Lex wrenched his mind back from the past and looked at his watch. Two and a half hours behind schedule, and they still had a fair drive after they got to Inverness. Willie Grant lived in a castle in the wilds of Sutherland, in the far north west of Scotland, and God only knew how long it would take to get there. Summer, his PA, would ring and explain the delay, but Lex hated being late.
He hated it when events were out of his control, like this morning. The way they always seemed to be whenever Romy was around.
His life was spent keeping a close guard on himself and his surroundings. Only once had he let it drop, in Paris twelve years ago, when he had lost his head and begged Romy to marry him. Lex had never made that mistake again.
The plane was turning at the end of the runway, and the engines revved until they were screaming with frustration. Then the pilot set them hurtling down the runway.
Lex resisted the temptation to close his eyes and grip the seat arms. He knew his fear was irrational, but he hated being dependent on a pilot. It wasn’t the speed that bothered him, or even the thought of crashing. It was putting himself completely in someone else’s control.

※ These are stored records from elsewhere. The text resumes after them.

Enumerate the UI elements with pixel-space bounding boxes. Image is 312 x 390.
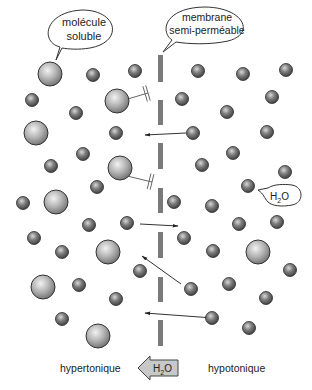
water-molecule [223,278,236,291]
water-molecule [284,264,297,277]
molecules [17,62,297,348]
water-molecule [196,159,209,172]
water-molecule [271,216,284,229]
passing-arrow [140,224,178,226]
membrane-callout: membrane semi-perméable [163,7,245,52]
water-molecule [91,181,104,194]
osmosis-diagram: molécule soluble membrane semi-perméable… [0,0,312,390]
water-molecule [77,148,90,161]
hypertonic-label: hypertonique [60,362,121,374]
water-molecule [243,322,256,335]
solute-callout: molécule soluble [48,10,112,60]
water-molecule [279,166,292,179]
water-molecule [207,245,220,258]
water-callout: H2O [258,184,301,206]
membrane-callout-line2: semi-perméable [169,24,244,36]
membrane-segment [158,232,163,258]
water-molecule [129,65,142,78]
membrane-segment [158,143,163,169]
membrane [158,55,163,346]
water-molecule [192,65,205,78]
water-molecule [233,218,246,231]
solute-molecule [246,240,270,264]
water-molecule [206,312,219,325]
water-molecule [110,127,123,140]
water-molecule [206,200,219,213]
water-molecule [28,232,41,245]
solute-callout-line1: molécule [62,16,106,28]
solute-molecule [38,62,62,86]
water-molecule [227,147,240,160]
solute-molecule [108,156,132,180]
water-molecule [73,279,86,292]
water-molecule [176,93,189,106]
solute-molecule [96,240,120,264]
solute-molecule [86,324,110,348]
passing-arrow [145,313,213,318]
water-molecule [261,126,274,139]
water-molecule [266,91,279,104]
membrane-segment [158,277,163,302]
water-molecule [110,293,123,306]
passing-arrow [145,133,186,135]
solute-molecule [44,190,68,214]
water-molecule [45,160,58,173]
water-molecule [187,127,200,140]
water-molecule [83,219,96,232]
water-flow-arrow: H2O [138,356,178,380]
water-molecule [121,217,134,230]
water-molecule [17,197,30,210]
membrane-segment [158,100,163,125]
solute-molecule [31,275,55,299]
water-molecule [70,107,83,120]
water-molecule [280,64,293,77]
water-molecule [178,232,191,245]
membrane-callout-line1: membrane [182,11,232,23]
water-molecule [237,68,250,81]
water-molecule [87,69,100,82]
water-molecule [168,196,181,209]
water-molecule [260,292,273,305]
membrane-segment [158,188,163,213]
membrane-segment [158,320,163,346]
water-molecule [185,283,198,296]
solute-molecule [105,89,129,113]
hypotonic-label: hypotonique [208,362,265,374]
solute-molecule [24,121,48,145]
water-molecule [221,106,234,119]
water-molecule [26,94,39,107]
water-molecule [134,265,147,278]
molecule-paths [121,85,213,318]
solute-callout-line2: soluble [67,30,102,42]
water-molecule [242,180,255,193]
membrane-segment [158,55,163,82]
water-molecule [56,313,69,326]
water-molecule [56,246,69,259]
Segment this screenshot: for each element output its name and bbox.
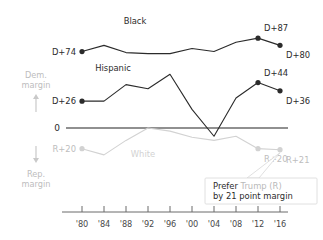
series-label-black: Black: [124, 16, 147, 26]
series-black: BlackD+74D+87D+80: [52, 16, 310, 60]
rep-margin-arrowhead-icon: [33, 158, 39, 163]
x-tick-label-04[interactable]: '04: [208, 219, 221, 229]
series-hispanic: HispanicD+26D+44D+36: [52, 63, 310, 136]
data-point-black-12[interactable]: [255, 36, 260, 41]
series-line-white: [82, 128, 280, 155]
rep-margin-annotation: Rep. margin: [22, 146, 51, 189]
dem-margin-label-line2: margin: [22, 80, 51, 90]
dem-margin-annotation: Dem. margin: [22, 70, 51, 112]
data-point-black-16[interactable]: [277, 43, 282, 48]
series-line-hispanic: [82, 74, 280, 136]
data-point-hispanic-16[interactable]: [277, 88, 282, 93]
zero-axis-label: 0: [54, 123, 60, 133]
data-point-white-16[interactable]: [277, 147, 282, 152]
value-label-hispanic-16: D+36: [286, 96, 310, 106]
x-tick-label-92[interactable]: '92: [142, 219, 155, 229]
race-vote-margin-chart: Dem. margin Rep. margin 0 BlackD+74D+87D…: [0, 0, 323, 240]
data-point-hispanic-80[interactable]: [79, 99, 84, 104]
series-layer: BlackD+74D+87D+80HispanicD+26D+44D+36Whi…: [52, 16, 310, 165]
x-tick-label-00[interactable]: '00: [186, 219, 199, 229]
chart-svg: Dem. margin Rep. margin 0 BlackD+74D+87D…: [0, 0, 323, 240]
data-point-white-80[interactable]: [79, 146, 84, 151]
rep-margin-label-line1: Rep.: [27, 169, 45, 179]
callout-line-1: Prefer Trump (R): [213, 181, 282, 191]
value-label-hispanic-80: D+26: [52, 96, 76, 106]
data-point-black-80[interactable]: [79, 49, 84, 54]
x-tick-label-88[interactable]: '88: [120, 219, 133, 229]
callout-line-2: by 21 point margin: [213, 191, 293, 201]
value-label-white-80: R+20: [53, 144, 77, 154]
x-tick-label-80[interactable]: '80: [76, 219, 89, 229]
data-point-hispanic-12[interactable]: [255, 80, 260, 85]
value-label-black-12: D+87: [264, 23, 288, 33]
value-label-black-16: D+80: [286, 50, 310, 60]
x-tick-label-84[interactable]: '84: [98, 219, 111, 229]
dem-margin-arrowhead-icon: [33, 94, 39, 99]
series-label-hispanic: Hispanic: [95, 63, 131, 73]
x-tick-label-96[interactable]: '96: [164, 219, 177, 229]
series-label-white: White: [131, 149, 155, 159]
value-label-black-80: D+74: [52, 47, 76, 57]
dem-margin-label-line1: Dem.: [25, 70, 47, 80]
x-tick-label-08[interactable]: '08: [230, 219, 243, 229]
data-point-white-12[interactable]: [255, 146, 260, 151]
x-tick-label-16[interactable]: '16: [274, 219, 287, 229]
series-line-black: [82, 38, 280, 53]
rep-margin-label-line2: margin: [22, 179, 51, 189]
value-label-white-16: R+21: [286, 155, 310, 165]
x-axis: '80'84'88'92'96'00'04'08'12'16: [62, 206, 288, 229]
x-tick-label-12[interactable]: '12: [252, 219, 265, 229]
value-label-hispanic-12: D+44: [264, 68, 288, 78]
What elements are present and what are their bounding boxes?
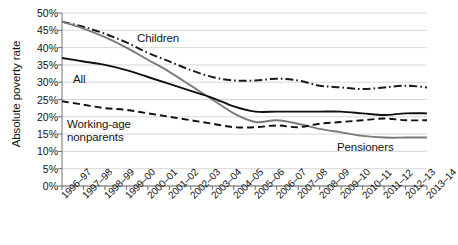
series-label-working-age-line2: nonparents bbox=[67, 131, 131, 144]
series-label-all: All bbox=[73, 73, 85, 86]
series-label-pensioners: Pensioners bbox=[337, 141, 394, 154]
series-label-working-age-line1: Working-age bbox=[67, 118, 131, 131]
series-label-working-age-nonparents: Working-age nonparents bbox=[67, 118, 131, 144]
y-axis-title: Absolute poverty rate bbox=[10, 4, 22, 184]
series-label-children: Children bbox=[137, 32, 179, 45]
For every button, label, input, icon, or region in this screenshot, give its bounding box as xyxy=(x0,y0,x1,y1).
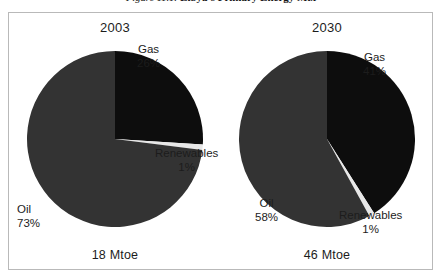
panel-year-2003: 2003 xyxy=(9,20,221,35)
slice-label-renewables-2003-pct: 1% xyxy=(155,161,218,175)
slice-label-oil-2003: Oil 73% xyxy=(17,203,40,230)
pie-chart-2003 xyxy=(9,49,221,235)
slice-label-renewables-2003-name: Renewables xyxy=(155,147,218,159)
panel-total-2030: 46 Mtoe xyxy=(221,248,433,262)
figure-title: Libya's Primary Energy Mix xyxy=(180,0,316,3)
slice-label-gas-2003: Gas 26% xyxy=(137,43,160,70)
figure-caption: Figure 11.1. Libya's Primary Energy Mix xyxy=(0,0,442,4)
slice-label-renewables-2030: Renewables 1% xyxy=(339,209,402,236)
panel-year-2030: 2030 xyxy=(221,20,433,35)
slice-label-oil-2030-pct: 58% xyxy=(255,211,278,225)
slice-label-gas-2030-pct: 41% xyxy=(363,65,386,79)
slice-label-renewables-2030-name: Renewables xyxy=(339,209,402,221)
slice-label-oil-2003-name: Oil xyxy=(17,203,31,215)
slice-label-gas-2030-name: Gas xyxy=(364,51,385,63)
chart-frame: 2003 Gas 26% Renewables 1% Oil 73% 18 Mt… xyxy=(8,12,433,270)
slice-label-renewables-2003: Renewables 1% xyxy=(155,147,218,174)
pie-svg-2003 xyxy=(25,49,205,229)
figure-number: Figure 11.1. xyxy=(126,0,177,3)
pie-chart-2030 xyxy=(221,49,433,235)
slice-label-gas-2030: Gas 41% xyxy=(363,51,386,78)
slice-label-renewables-2030-pct: 1% xyxy=(339,223,402,237)
slice-label-oil-2030-name: Oil xyxy=(259,197,273,209)
slice-label-oil-2003-pct: 73% xyxy=(17,217,40,231)
pie-panel-2003: 2003 Gas 26% Renewables 1% Oil 73% 18 Mt… xyxy=(9,13,221,269)
slice-label-gas-2003-name: Gas xyxy=(138,43,159,55)
slice-label-oil-2030: Oil 58% xyxy=(255,197,278,224)
pie-panel-2030: 2030 Gas 41% Renewables 1% Oil 58% 46 Mt… xyxy=(221,13,433,269)
panel-total-2003: 18 Mtoe xyxy=(9,248,221,262)
slice-label-gas-2003-pct: 26% xyxy=(137,57,160,71)
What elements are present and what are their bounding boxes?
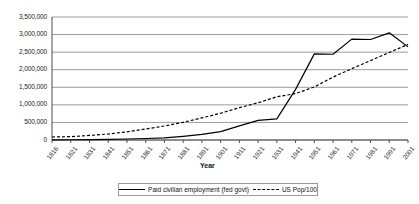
series-line <box>52 33 408 140</box>
legend-dashed-line-icon <box>253 189 279 190</box>
legend-label: US Pop/100 <box>282 186 317 193</box>
plot-area <box>0 0 419 204</box>
data-series <box>52 33 408 140</box>
gridlines <box>52 17 408 140</box>
chart-container: 3,500,0003,000,0002,500,0002,000,0001,50… <box>0 0 419 204</box>
legend-label: Paid civilian employment (fed govt) <box>148 186 249 193</box>
legend-entry: US Pop/100 <box>253 186 317 193</box>
chart-legend: Paid civilian employment (fed govt)US Po… <box>118 183 318 196</box>
legend-entry: Paid civilian employment (fed govt) <box>119 186 249 193</box>
x-axis-title: Year <box>200 162 215 169</box>
legend-solid-line-icon <box>119 189 145 190</box>
series-line <box>52 44 408 137</box>
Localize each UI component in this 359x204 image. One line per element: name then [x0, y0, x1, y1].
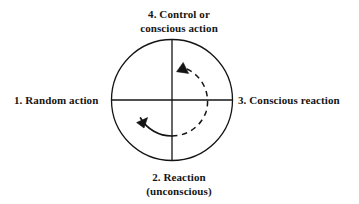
cycle-diagram: 4. Control or conscious action 1. Random… [0, 0, 359, 204]
label-quadrant-2-line2: (unconscious) [118, 184, 240, 198]
label-quadrant-3-line1: 3. Conscious reaction [238, 94, 340, 106]
arrowhead-toward-control [177, 63, 189, 74]
label-quadrant-4-line2: conscious action [120, 21, 238, 35]
label-quadrant-3-conscious-reaction: 3. Conscious reaction [238, 93, 340, 107]
label-quadrant-4-control: 4. Control or conscious action [120, 7, 238, 35]
inner-arc-dashed-segment [172, 69, 208, 137]
label-quadrant-2-line1: 2. Reaction [152, 171, 206, 183]
label-quadrant-2-reaction: 2. Reaction (unconscious) [118, 170, 240, 198]
label-quadrant-4-line1: 4. Control or [148, 8, 210, 20]
label-quadrant-1-line1: 1. Random action [14, 94, 98, 106]
label-quadrant-1-random-action: 1. Random action [14, 93, 98, 107]
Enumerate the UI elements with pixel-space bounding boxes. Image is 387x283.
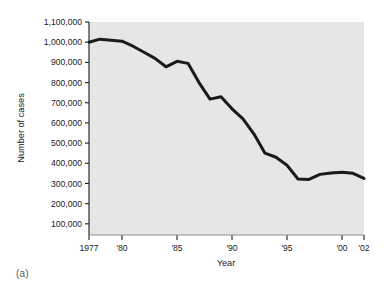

Romy loved take-off. He remembered how her eyes had shone as the seats pushed into their backs and the power and the speed lifted the plane into the air. Lex hadn’t said anything, but she had taken his hand and held it all the way to Paris.
Did she remember?
Lex’s face was set with the effort of keeping his gaze on the window, but it was as if his eyes had a will of their own. Like a compass needle being dragged to true north, they kept turning to Romy in spite of the stern message his brain was sending.
The baby, he saw, was looking as doubtful about the whole business as he felt. When the plane lifted off the tarmac and Lex’s stomach dropped, she opened her mouth to wail, but Romy bounced her on her lap, distracting her from the pressure in her ears until she was gurgling with laughter.
‘You’re a born traveller,’ Romy told her. ‘Just like your old mum.’
She smiled at her daughter and Lex could see the crooked tooth that was so typical of the way Romy just missed being perfect. It was only a tiny kink, only just noticeable, but the faint quirkiness of it gave her face character. He had always thought it made her more beautiful.
Then her eyes met Lex’s over the baby’s head, and the smile faded.
She was remembering that flight to Paris, too. He could see it in her eyes. The memory was so vivid that they might as well have been back on that plane, side by side, shoulders touching, their hands entwined, her perfume filling his senses as she leaned into him, distracting him with her smile, until it had felt to Lex as if he had left his real self behind and was soaring up with the plane into a different reality where he was a man who didn’t care about control or responsibility or being sensible, and could open himself to every pleasure that came his way.
And look where that had got him.
Obviously he might as well have spared himself the effort of looking unconcerned, though. Romy didn’t quite roll her eyes at his clenched jaw, but she might as well have done.
‘Why didn’t you take the train?’ she asked.
‘It’s too far,’ said Lex shortly. He hated her thinking that he might be afraid. He wasn’t afraid, and if he was, he would never admit it.
‘It’s going to take most of the day to get there as it is. I can’t afford to waste all that time sitting on a train. There’s too much else to do. I was hoping Grant would be prepared to come to London to discuss the deal.’
Romy shook her head. ‘Willie never leaves Duncardie now,’ she said. ‘His wife died five years ago, and since then he’s been a virtual recluse.’
‘So Tim explained. He told me that if I wanted to persuade Willie Grant to agree to the sale, I would have to go there myself.’
‘You must want it badly if you’re prepared to fly,’ said Romy with a faint smile.